Thanks for all of the help and tips! I set this up, but no joy. micro.blog still seems to be getting blocked from getting to my rss feeds. I’m not using any Page Rules, just the default “standard” caching level. I also don’t see any Security events in Cloudflare. I wonder if there is something else going on.
I’ve checked but haven’t seen anything in Security > Events related to the RSS feed. I tried looking, but can’t see find any sort of log from Imunify360 in my webhost cPanel.
I’ll need to check with the folks at micro.blog and ask if they’re still seeing the same issue. I can’t see the issue on my end. Going to my RSS feed via a web browser seems to work and my RSS feed reader doesn’t have any issues either.
micro.blog folks said they’re still seeing the “Please wait while your request is being verified” HTML page. They were kind ti send the full response with JavaScript bits that they think that Cloudflare is adding.
Since this is an XML content, the redirect and subsequent block are not happening, as the JavaScript redirect would only occur if the request that triggered the Imunify360 were responded to the browser as HTML. But I can see that the page is not being cached:
That tells me that the request from your monitoring service is what is triggering the Imunify360 response, not another bot request that was being cached as I had suspected.
You should bring this info to your host and ask them to disable Imunify360 for XML pages, as it doesn’t make sense to have a JavaScript-based challenge for a content (XML) that will never run it. The firewall is intercepting a request for the XML file, inserting HTML in its place, but it’s not properly replacing the Content-Type header, so the browser treats it as an XML document and can’t even interpret it (at least that’s what seems from Opera’s rendering).
Content-Type
Also, you should talk to your RSS monitor service, so they understand it’s their IP being rejected by Imunify360, and they need to investigate it and perhaps reach out to Imunify360 developers to try to figure out what’s the issue.
Thanks for doing the sleuthing on this! I’ll send this to the folks at micro.blog and see what they say before I contact my hosting provider. I’ll post when I hear back.

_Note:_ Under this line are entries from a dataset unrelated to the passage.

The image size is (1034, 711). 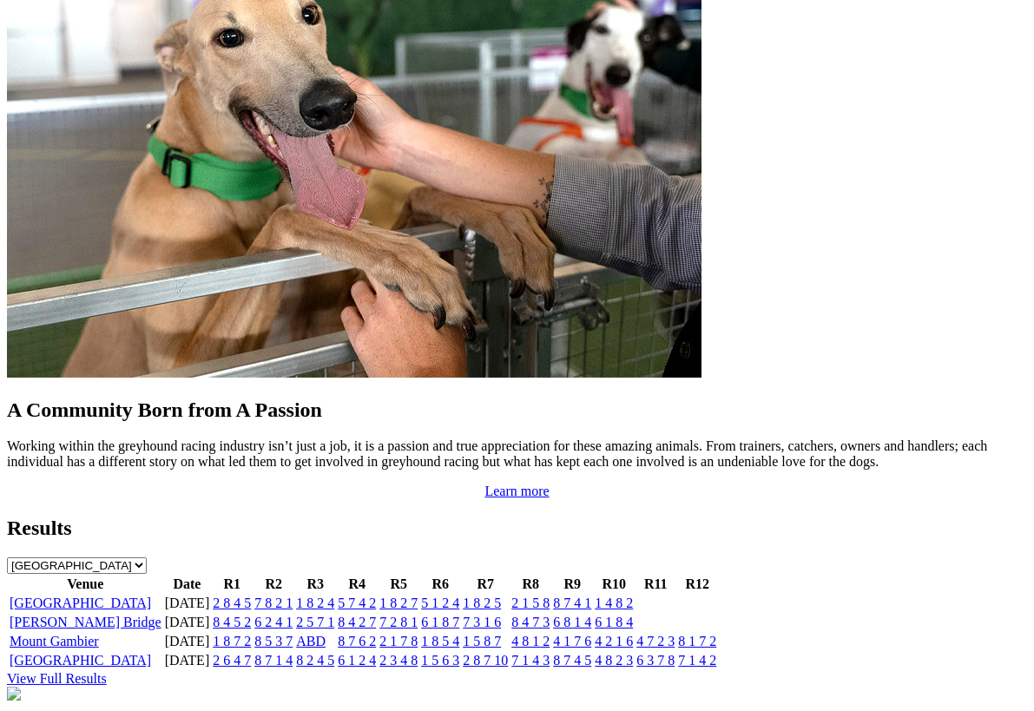 What do you see at coordinates (531, 641) in the screenshot?
I see `a: 4 8 1 2` at bounding box center [531, 641].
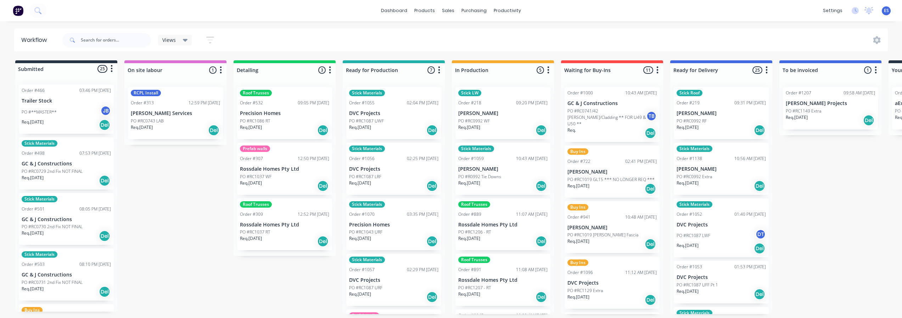 This screenshot has height=318, width=902. Describe the element at coordinates (693, 235) in the screenshot. I see `p: PO #RC1087 LWF` at that location.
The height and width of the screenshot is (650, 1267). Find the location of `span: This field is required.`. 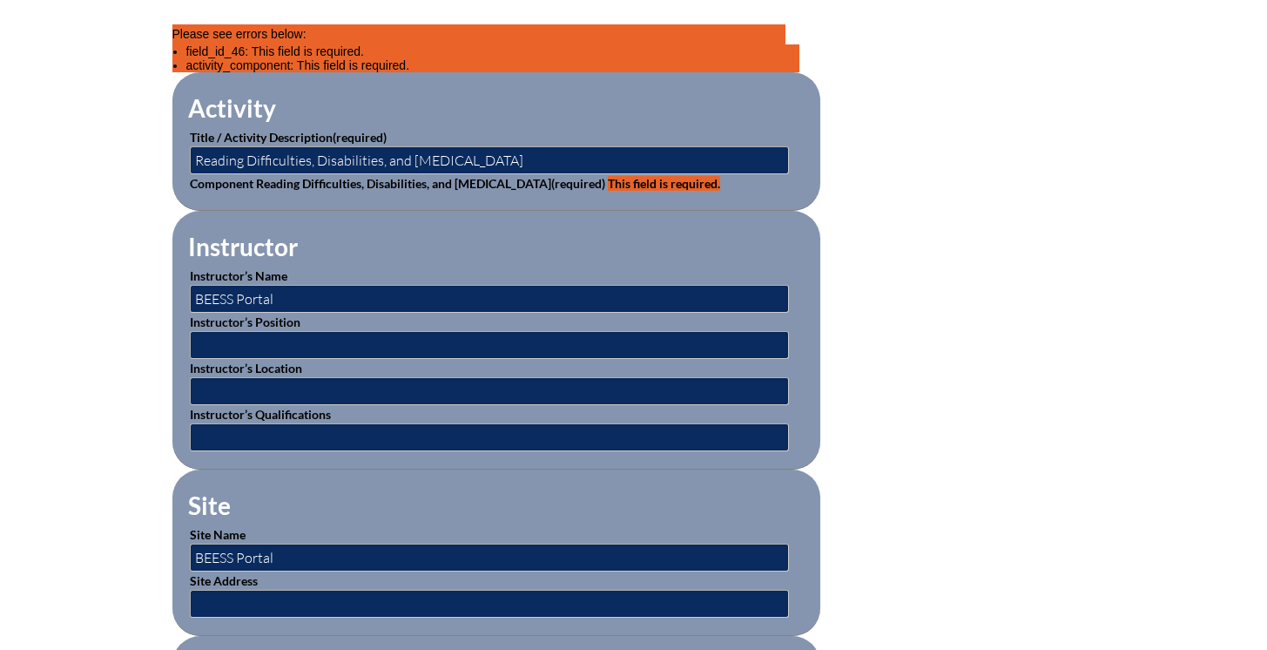

span: This field is required. is located at coordinates (663, 183).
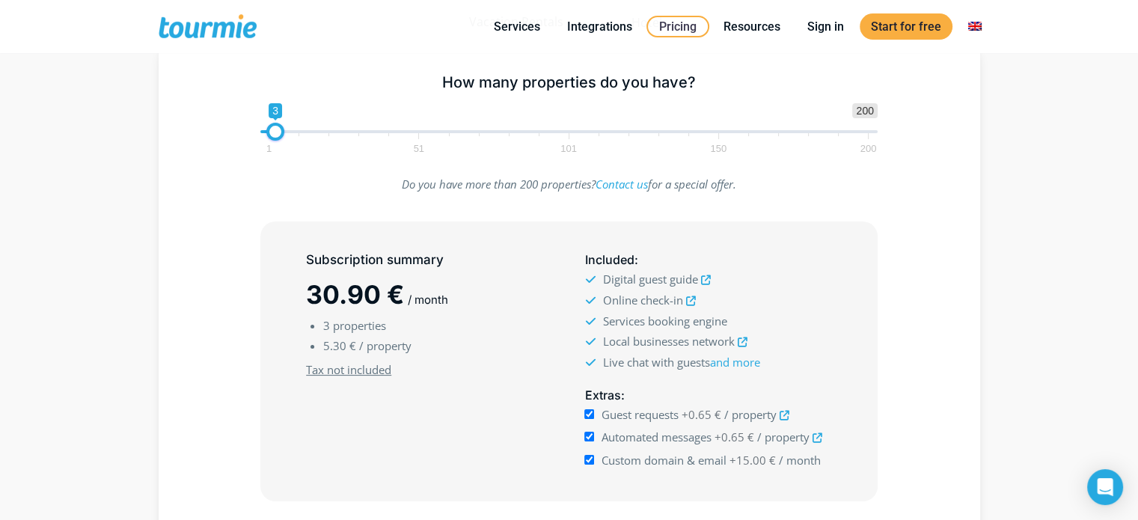  Describe the element at coordinates (718, 148) in the screenshot. I see `span: 150` at that location.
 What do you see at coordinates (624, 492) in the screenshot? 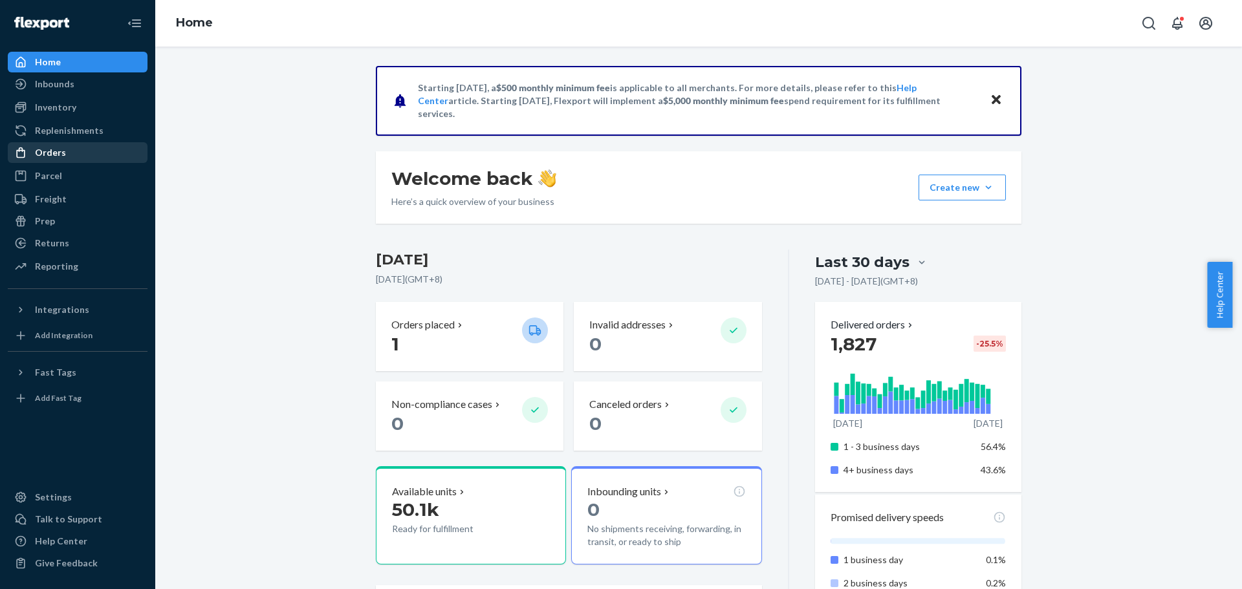
I see `p: Inbounding units` at bounding box center [624, 492].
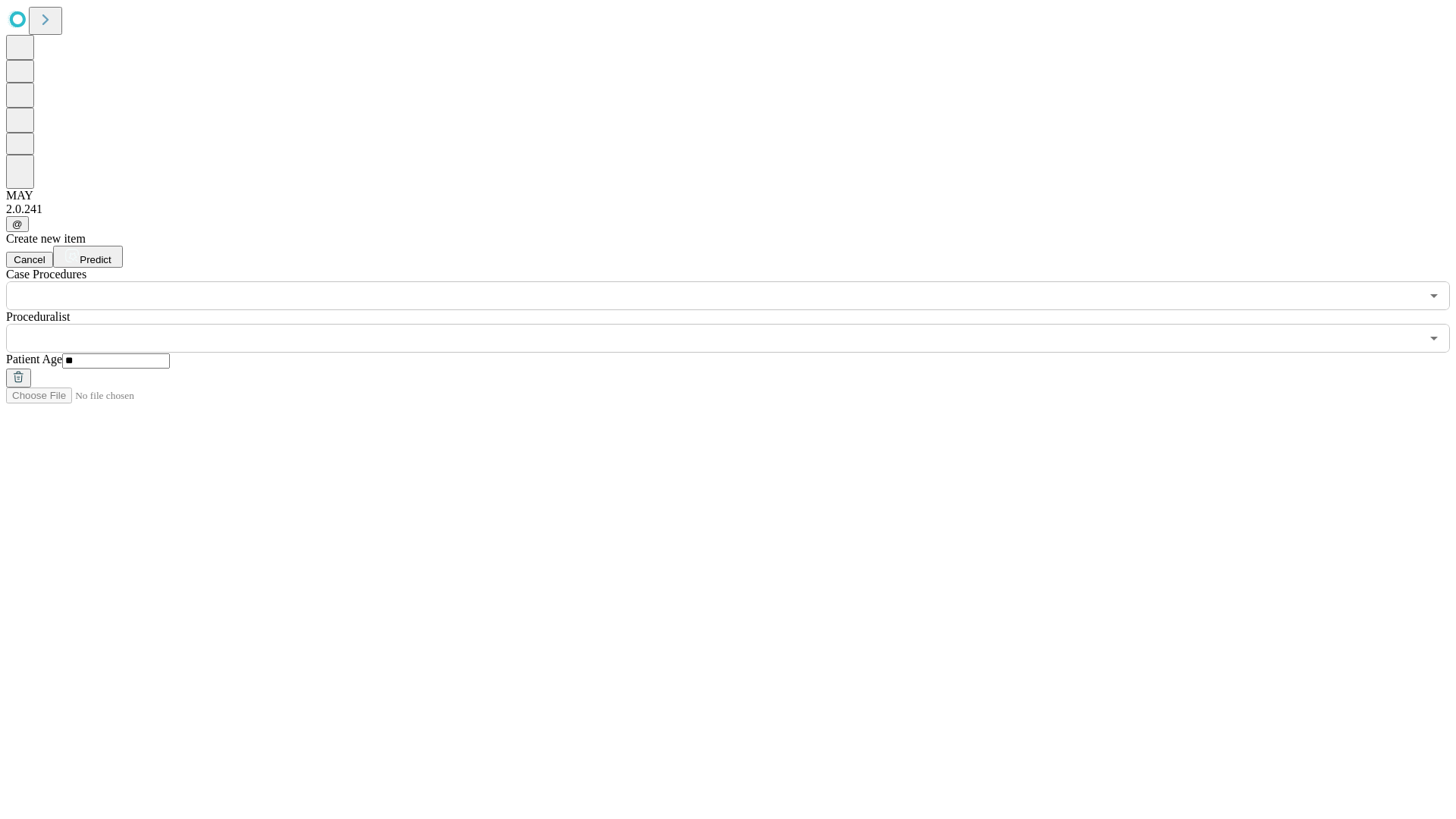 This screenshot has height=819, width=1456. Describe the element at coordinates (728, 196) in the screenshot. I see `div: MAY` at that location.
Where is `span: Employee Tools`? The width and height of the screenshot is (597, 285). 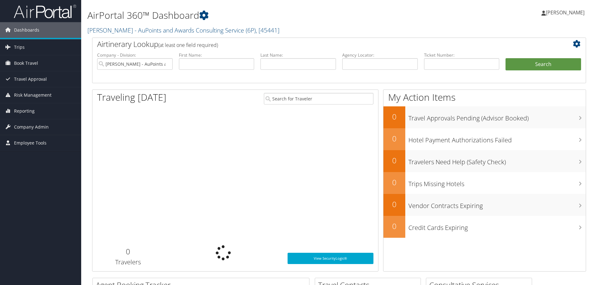
span: Employee Tools is located at coordinates (30, 143).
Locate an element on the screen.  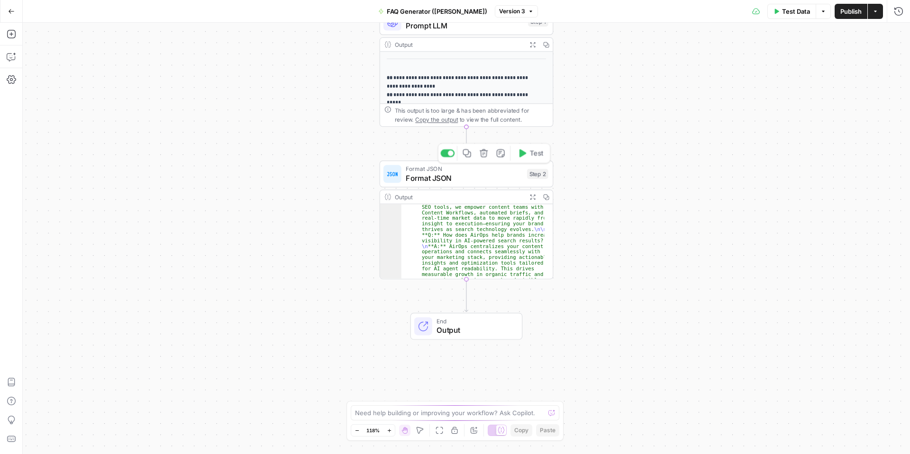
span: Test is located at coordinates (536, 153).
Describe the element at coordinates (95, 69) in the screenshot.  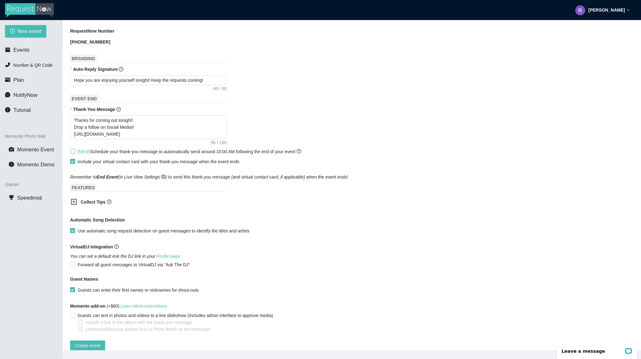
I see `b: Auto-Reply Signature` at that location.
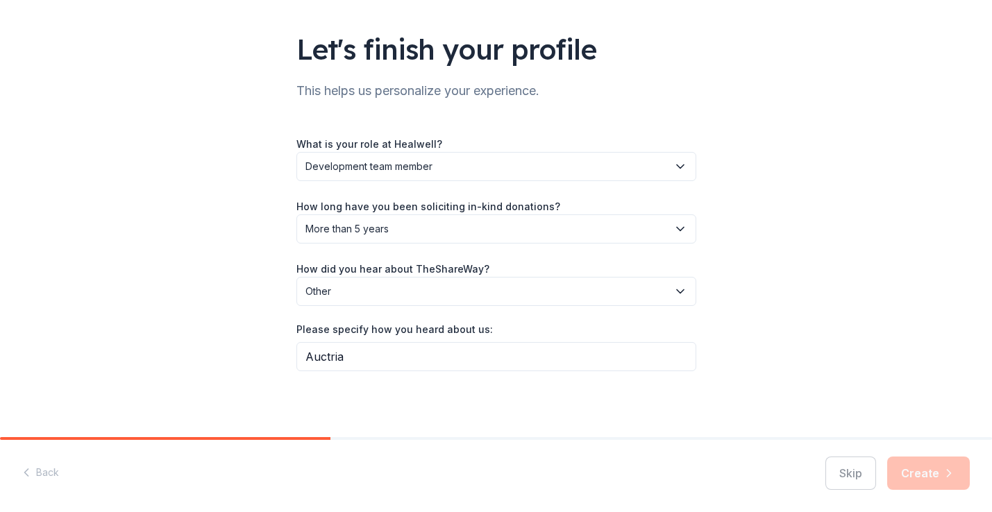  Describe the element at coordinates (486, 167) in the screenshot. I see `span: Development team member` at that location.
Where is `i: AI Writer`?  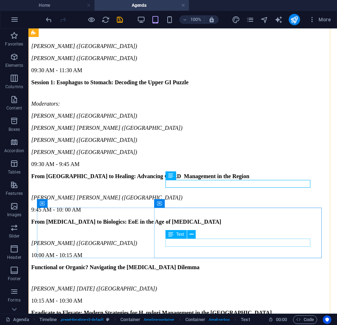 i: AI Writer is located at coordinates (279, 20).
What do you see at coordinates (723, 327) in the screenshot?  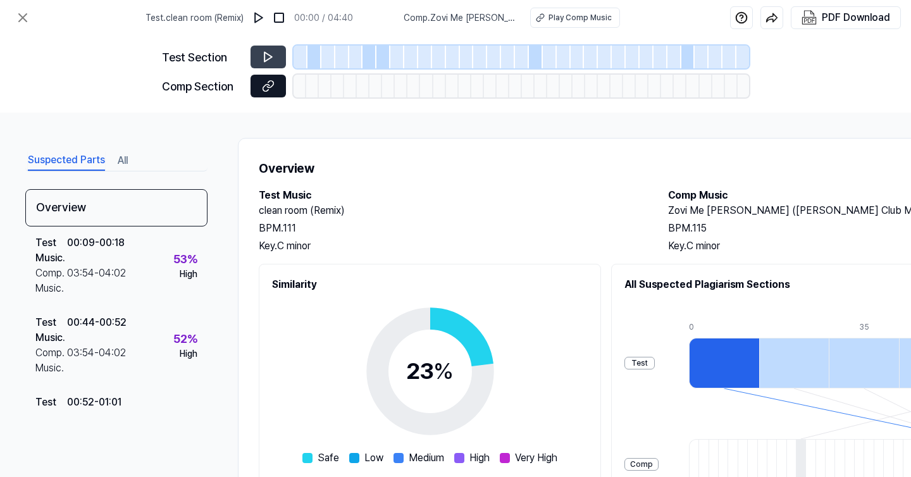 I see `div: 0` at bounding box center [723, 327].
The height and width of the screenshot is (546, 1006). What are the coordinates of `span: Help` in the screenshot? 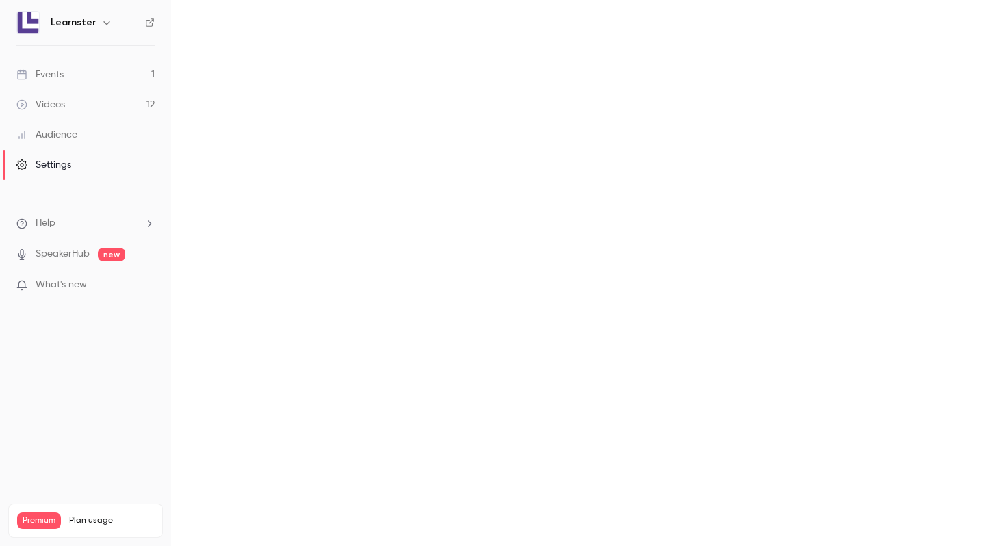 It's located at (45, 223).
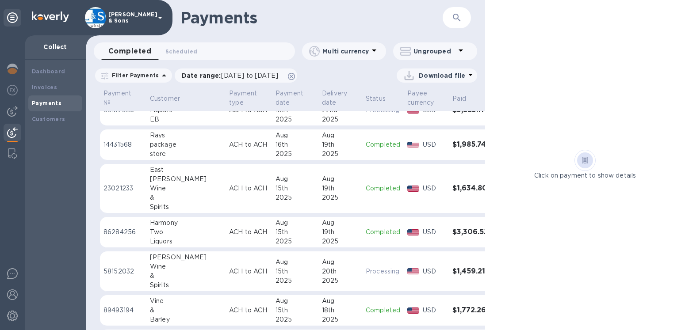 The image size is (685, 330). Describe the element at coordinates (345, 51) in the screenshot. I see `p: Multi currency` at that location.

My hosting provider got back to me and this is what they say:
Regretfully, at this point there is nothing else we’re able to do. As you have confirmed that the issue only arises when using Cloudflare’s proxy service, it is exceedingly unlikely that anything on our server is causing the issue. Our recommendation would be to disable Cloudflare proxying or press Cloudflare’s support to further investigate the issue as it is originating with their service.